Yeah, that song sucks.

But it got us thinking of the music that comes from states with teams in this year’s Final Four, which will function as a sort of referendum on whether the best basketball in the land is played in the Pacific Northwest or the Carolinas.

Gonzaga and North Carolina will be favored on the hardwood this weekend, and when one takes a gander at the music that’s been birthed within their states’ boundaries, they’ll be favored on your headphones as well. To this end, if the Final Four were all about bass lines instead of baselines, here’s how things would shake out.

Semifinal #1: South Carolina vs. Gonzaga (Washington state)

The Final Four’s biggest mismatch. Granted, titans of jazz and soul like James Brown, Dizzy Gillespie, and Chubby Checker were all born in South Carolina, but the state’s contemporary acts have hardly held up their end of the bargain.
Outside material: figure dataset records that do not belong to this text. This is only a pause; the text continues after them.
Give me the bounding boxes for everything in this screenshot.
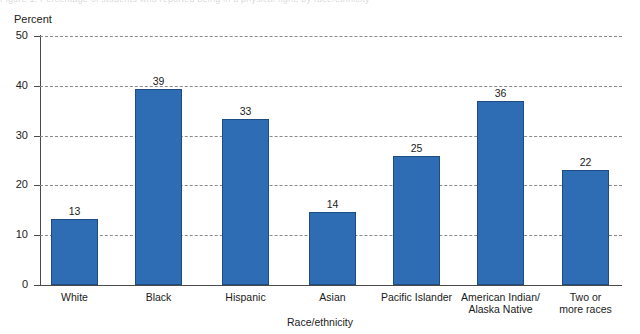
bar (309, 212, 356, 285)
x-axis-title: Race/ethnicity (0, 316, 640, 328)
y-axis-tick-label: 40 (2, 79, 28, 91)
bar-value-label: 39 (120, 75, 197, 87)
bar-chart: Percent 01020304050 13393314253622 White… (0, 0, 640, 334)
x-axis-category-label: Two or more races (530, 292, 640, 315)
y-axis-line (40, 35, 41, 286)
bar (477, 101, 524, 285)
y-axis-title: Percent (14, 13, 52, 25)
bar-value-label: 33 (207, 105, 284, 117)
bar (393, 156, 440, 285)
bar (222, 119, 269, 285)
y-axis-tick-mark (34, 86, 40, 87)
y-axis-tick-mark (34, 136, 40, 137)
bar (562, 170, 609, 285)
gridline (40, 185, 622, 186)
bar-value-label: 14 (294, 198, 371, 210)
y-axis-tick-mark (34, 185, 40, 186)
gridline (40, 36, 622, 37)
y-axis-tick-label: 10 (2, 228, 28, 240)
y-axis-tick-mark (34, 36, 40, 37)
bar-value-label: 13 (36, 205, 113, 217)
x-axis-line (40, 285, 622, 286)
y-axis-tick-mark (34, 285, 40, 286)
y-axis-tick-mark (34, 235, 40, 236)
bar-value-label: 25 (378, 142, 455, 154)
y-axis-tick-label: 30 (2, 129, 28, 141)
bar (135, 89, 182, 285)
gridline (40, 136, 622, 137)
y-axis-tick-label: 0 (2, 278, 28, 290)
bar (51, 219, 98, 285)
y-axis-tick-label: 50 (2, 29, 28, 41)
bar-value-label: 22 (547, 156, 624, 168)
bar-value-label: 36 (462, 87, 539, 99)
y-axis-tick-label: 20 (2, 178, 28, 190)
Marshall Tucker Band and Band of Horses can each shred, and indie types rightfully swoon over Iron & Wine and Shovels & Rope, but Hootie & the Blowfish (and its solo spinoff, Darius Rucker), Lee Brice and Duncan Sheik barely belong in the Big Dance.

Conversely, Washington state’s music scene is a national powerhouse, thanks largely to Seattle. (Gonzaga’s located closer to Idaho, but a border’s a border!) Before grunge came Bing Crosby, Jimi Hendrix, Heart, Sir Mixalot, and even Kenny Loggins (who was born in Everett), but it was the city’s dank brand of heavy rock that came to define a generation (X). Nirvana, Pearl Jam, Soundgarden, Alice in Chains, Mudhoney, and Screaming Trees set the tone for female powerhouses like Sleater-Kinney to step into the breach, while the scene’s only gotten more diverse since grunge fizzled out, with Modest Mouse, The Posies, The Presidents of the United States of America, Brandi Carlile, Death Cab for Cutie, Neko Case, Macklemore, The Head & the Heart, and Zoe Muth reflecting an extraordinarily deep bench. Even South Carolina’s Band of Horses had to relocate to Seattle to make it big, and head coaches don’t get much better than Quincy Jones.
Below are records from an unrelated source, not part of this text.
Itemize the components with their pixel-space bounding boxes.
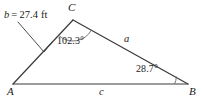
side-b-equals: =: [11, 9, 17, 20]
side-label-c: c: [99, 87, 104, 98]
vertex-label-b: B: [189, 86, 196, 97]
side-label-a: a: [124, 34, 129, 45]
side-b-value: 27.4 ft: [19, 9, 47, 20]
angle-label-c: 102.3°: [57, 36, 84, 46]
triangle-figure: b=27.4 ft C A B 102.3° 28.7° a c: [0, 0, 202, 104]
vertex-label-a: A: [7, 86, 14, 97]
side-b-measure-label: b=27.4 ft: [4, 10, 48, 21]
side-b-variable: b: [4, 9, 9, 20]
side-b-line: [13, 20, 73, 84]
angle-label-b: 28.7°: [136, 64, 158, 74]
vertex-label-c: C: [68, 2, 75, 13]
side-a-line: [73, 20, 188, 84]
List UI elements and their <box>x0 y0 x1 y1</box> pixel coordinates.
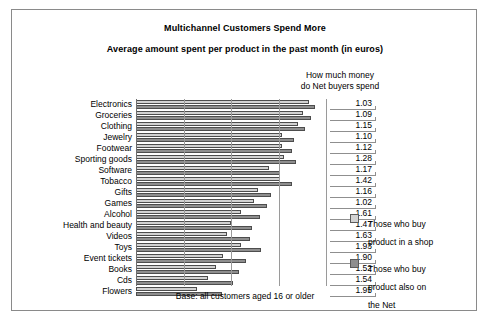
category-label: Event tickets <box>12 253 132 264</box>
bar-net <box>136 171 280 175</box>
bar-shop <box>136 243 241 247</box>
bar-net <box>136 270 239 274</box>
bar-shop <box>136 287 197 291</box>
legend-swatch-shop <box>350 214 359 223</box>
category-axis-labels: ElectronicsGroceriesClothingJewelryFootw… <box>12 99 132 297</box>
chart-legend: Those who buyproduct in a shopThose who … <box>350 213 470 321</box>
bar-shop <box>136 133 282 137</box>
gridline <box>279 99 280 286</box>
bar-net <box>136 248 261 252</box>
category-label: Electronics <box>12 99 132 110</box>
legend-label-shop: Those who buyproduct in a shop <box>368 219 433 247</box>
gridline <box>231 99 232 286</box>
bar-net <box>136 193 271 197</box>
ratio-value: 1.17 <box>355 164 372 175</box>
bar-net <box>136 182 292 186</box>
category-label: Jewelry <box>12 132 132 143</box>
category-label: Books <box>12 264 132 275</box>
ratio-value: 1.03 <box>355 98 372 109</box>
ratio-value: 1.09 <box>355 109 372 120</box>
ratio-value: 1.15 <box>355 120 372 131</box>
bar-net <box>136 116 311 120</box>
bar-net <box>136 138 294 142</box>
category-label: Footwear <box>12 143 132 154</box>
value-column-header: How much moneydo Net buyers spend <box>270 70 410 91</box>
plot-area <box>136 99 326 286</box>
bar-net <box>136 149 292 153</box>
category-label: Groceries <box>12 110 132 121</box>
bar-shop <box>136 144 282 148</box>
ratio-value: 1.10 <box>355 131 372 142</box>
bar-shop <box>136 155 284 159</box>
category-label: Software <box>12 165 132 176</box>
ratio-value: 1.02 <box>355 197 372 208</box>
chart-title: Multichannel Customers Spend More <box>12 23 478 33</box>
bar-net <box>136 160 296 164</box>
legend-item-shop: Those who buyproduct in a shop <box>350 213 470 249</box>
gridline <box>326 99 327 286</box>
bar-shop <box>136 100 309 104</box>
chart-subtitle: Average amount spent per product in the … <box>12 44 478 54</box>
bar-shop <box>136 122 298 126</box>
bar-shop <box>136 254 223 258</box>
category-label: Sporting goods <box>12 154 132 165</box>
ratio-value: 1.28 <box>355 153 372 164</box>
ratio-value: 1.16 <box>355 186 372 197</box>
bar-shop <box>136 166 269 170</box>
bar-shop <box>136 199 254 203</box>
value-column-header-line-1: do Net buyers spend <box>270 81 410 92</box>
bar-shop <box>136 177 280 181</box>
bar-net <box>136 215 260 219</box>
category-label: Toys <box>12 242 132 253</box>
bar-net <box>136 259 246 263</box>
ratio-value: 1.12 <box>355 142 372 153</box>
legend-item-net: Those who buyproduct also onthe Net <box>350 258 470 312</box>
bar-net <box>136 105 315 109</box>
bar-shop <box>136 210 241 214</box>
chart-frame: Multichannel Customers Spend More Averag… <box>11 9 477 311</box>
gridline <box>184 99 185 286</box>
value-axis-baseline <box>136 99 137 286</box>
category-label: Tobacco <box>12 176 132 187</box>
category-label: Alcohol <box>12 209 132 220</box>
bar-shop <box>136 188 258 192</box>
value-column-header-line-0: How much money <box>270 70 410 81</box>
bar-net <box>136 226 252 230</box>
category-label: Games <box>12 198 132 209</box>
bar-net <box>136 204 267 208</box>
category-label: Videos <box>12 231 132 242</box>
bar-shop <box>136 276 208 280</box>
bar-net <box>136 237 250 241</box>
ratio-value: 1.42 <box>355 175 372 186</box>
legend-swatch-net <box>350 259 359 268</box>
legend-label-net: Those who buyproduct also onthe Net <box>368 264 426 310</box>
category-label: Gifts <box>12 187 132 198</box>
chart-footnote: Base: all customers aged 16 or older <box>12 291 478 301</box>
category-label: Cds <box>12 275 132 286</box>
category-label: Health and beauty <box>12 220 132 231</box>
category-label: Clothing <box>12 121 132 132</box>
bar-shop <box>136 265 216 269</box>
bar-shop <box>136 232 227 236</box>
Result: Gonzaga wins in an absolute fucking blowout.
Semifinal #2: Oregon vs. North Carolina

A lot of very successful carpetbaggers—The Decemberists, Patterson Hood (Drive-By Truckers), The Shins, Modest Mouse, and Sleater-Kinney, to name a few—are based in Oregon, but with apologies to Esperanza Spalding, Elliott Smith, The Dandy Warhols, Everclear, and The Kingsmen, very few actually hail from the state. Portland, the state’s biggest city and America’s preeminent “whiteopia,” is where musicians migrate after they tire of Seattle and scene-ier cities, to the point where Portland has itself become a scene. Hence, if Oregon musicians were a basketball team, they’d be a talented collection of freshmen and transfers who haven’t quite jelled yet.
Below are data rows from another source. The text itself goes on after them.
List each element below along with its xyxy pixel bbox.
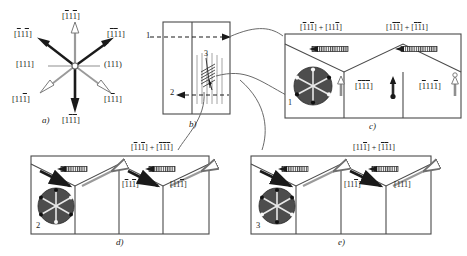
panel-d-cell-4-label: [111] — [170, 181, 187, 189]
panel-a-caption: a) — [42, 116, 50, 125]
panel-b-specimen — [150, 22, 231, 114]
panel-c-top-label-left: [111] + [111] — [300, 24, 342, 32]
panel-d-cell-1-disc-label: 2 — [36, 221, 40, 230]
panel-d-top-label: [111] + [111] — [131, 144, 173, 152]
panel-a-label-upper-right: [111] — [107, 30, 125, 39]
panel-b-caption: b) — [189, 120, 197, 129]
panel-b-marker-2: 2 — [170, 88, 174, 97]
panel-a-label-up: [111] — [62, 12, 80, 21]
panel-e-twin-band — [251, 156, 431, 234]
panel-a-label-lower-left: [111] — [12, 95, 30, 104]
panel-b-marker-1: 1 — [146, 31, 150, 40]
panel-c-top-label-right: [111] + [111] — [386, 24, 428, 32]
figure-canvas: [111] [111] [111] [111] (111) [111] [111… — [0, 0, 467, 256]
panel-c-cell-3-label: [1111] — [419, 82, 441, 91]
panel-c-cell-2-label: [111] — [355, 82, 373, 91]
panel-e-top-label: [111] + [111] — [353, 144, 395, 152]
panel-a-label-down: [111] — [62, 116, 80, 125]
panel-a-label-right: (111) — [104, 60, 122, 69]
pole-figure-disc-c — [294, 67, 332, 105]
panel-a-label-left: [111] — [16, 60, 34, 69]
panel-e-caption: e) — [338, 238, 345, 247]
pole-figure-disc-e — [259, 188, 295, 224]
pole-figure-disc-d — [38, 188, 74, 224]
panel-e-cell-3-label: [111] — [344, 181, 361, 189]
panel-c-cell-1-disc-label: 1 — [288, 99, 292, 107]
panel-b-marker-3: 3 — [204, 50, 208, 58]
panel-e-cell-4-label: [111] — [394, 181, 411, 189]
panel-e-cell-1-disc-label: 3 — [256, 221, 260, 230]
panel-d-cell-3-label: [111] — [122, 181, 139, 189]
panel-a-vector-star — [37, 22, 114, 113]
panel-c-twin-band — [285, 34, 461, 118]
panel-d-caption: d) — [116, 238, 124, 247]
panel-d-twin-band — [31, 156, 209, 234]
figure-lineart — [0, 0, 467, 256]
panel-a-label-lower-right: [111] — [104, 95, 122, 104]
panel-a-label-upper-left: [111] — [14, 30, 32, 39]
panel-c-caption: c) — [369, 122, 376, 131]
Known mainly for its connection to bluegrass and roots music, North Carolina is the birthplace of a powerhouse collection of ultra-adventurous African-American trailblazers, including Thelonious Monk, Nina Simone, George Clinton, and Maceo Parker. The Carolina Chocolate Drops and Avett Brothers hold up the more independent end of the spectrum, while Emmylou Harris and Randy Travis are mainstream country legends. Ben Folds makes up for Fred Durst’s dreadful output in the ‘90s (he got kicked off the team at midseason for refusing to take off his backwards baseball cap during games), and perennial triple-double threat Ryan Adams is the most versatile, intriguing player in the Final Four.

Result: North Carolina pulls away in the second half to win by five points as the indefatigable Adams owns Colin Meloy on the low block down the stretch.
National championship: Gonzaga vs. North Carolina

Gonzaga’s roster is so stacked that Macklemore, the obligatory white guy at the end of the bench, hardly ever sees the floor. But after leading early, Pearl Jam’s Jeff Ament suddenly stops feeding the ball to 6’7” Krist Novoselic in the post and starts jacking ill-advised threes. Meanwhile, Adams—whose visage will be sized up for a place on the Mount Rushmore of singer-songwriter-producers by the time he’s done—plays like a white Westbrook while Clinton gets Gonzaga’s role players so high at halftime that they can barely dribble. A particularly memorable moment occurs when a trash-talking Loggins tells Travis to take a ride into the danger zone, motivating the ailing country crooner to ascend for a tomahawk jam.

Result: Gonzaga might be the better team, but on this one night—as is so often the case in the Final Four—North Carolina claims the national title on a half-court heave by Harris.